Organizations sometimes use “mission statements” to capture their core focus or values. In a sentence, why does this company exist? What is its main purpose? What’s the goal?

It’s a useful exercise. If we had to spit it out, what would we say we do? We invest.

There are a lot of ways to flesh out and explain this mission (and we do that, often, in our communications!). But we also consider ourselves contrarians. So it makes sense that we also like to explain our work in terms of what we don’t do.

We invest… but not with guardrails. No training wheels, no buffers, no timing schemes. We don’t give guarantees, and we will not offer a false hope of market returns without market volatility.

Why don’t we like that stuff? All of those things cost money or opportunity—or both—and thereby limit our future wealth.

So you won’t see us whipping out any literature about risk that confuses it with volatility. You won’t see pie charts that arbitrarily slice up a portfolio. We won’t pretend to know better than you about your goals or how you live your life.

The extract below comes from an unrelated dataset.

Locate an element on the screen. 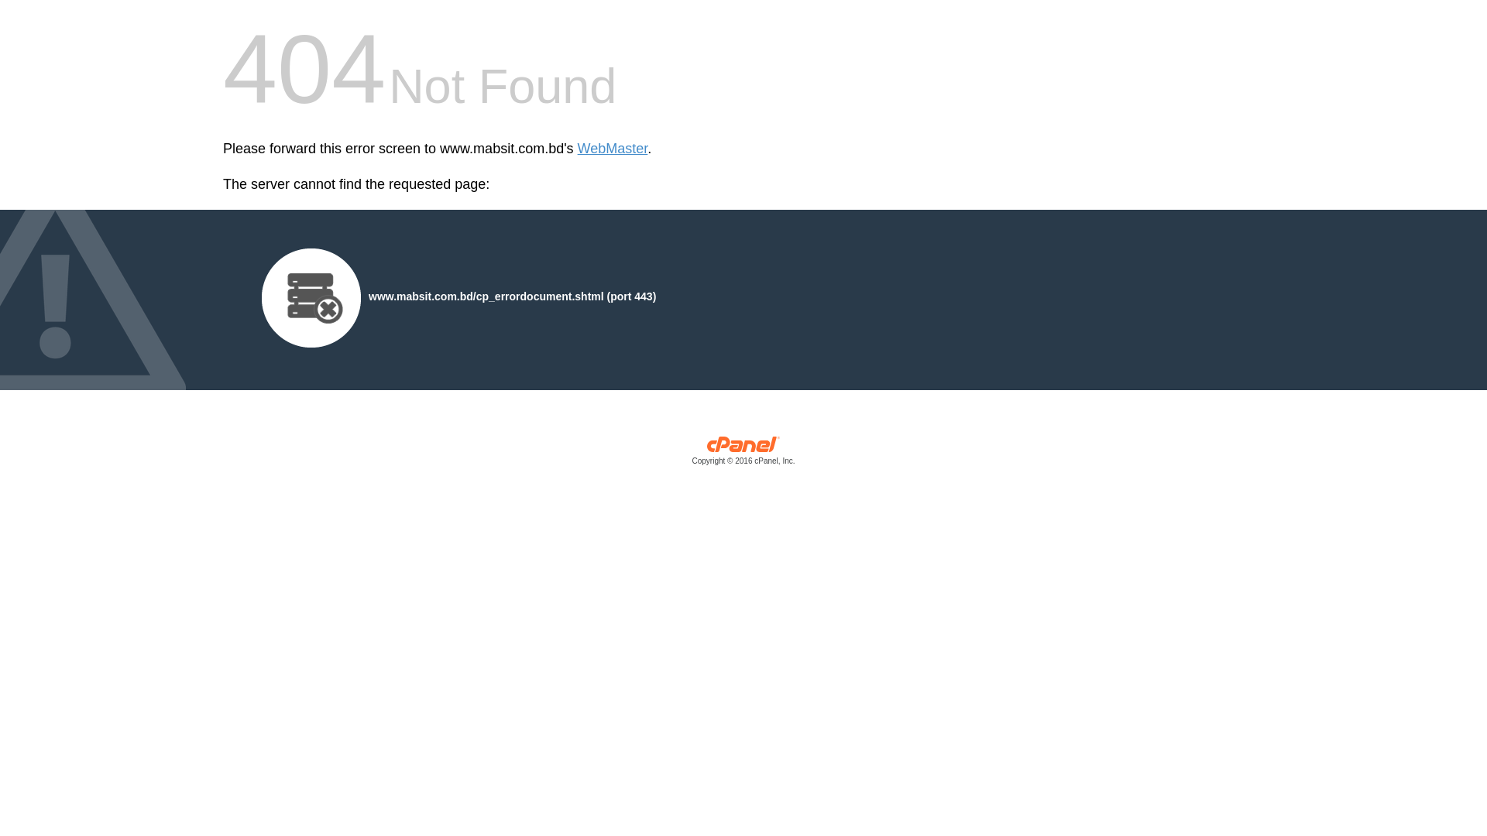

We seek to invest for the long term when the cost of owning a percentage is lower than the value of the ownership opportunity, in our studied opinion—even as we know that the market price will fluctuate, even as we know we will not always be right.

But a smoother ride to a poorer future? No thanks.

Clients, want to talk in more detail? Call or email, anytime.


Content in this material is for general information only and not intended to provide specific advice or recommendations for any individual. Investing involves risk including loss of principal. No strategy assures success or protects against loss.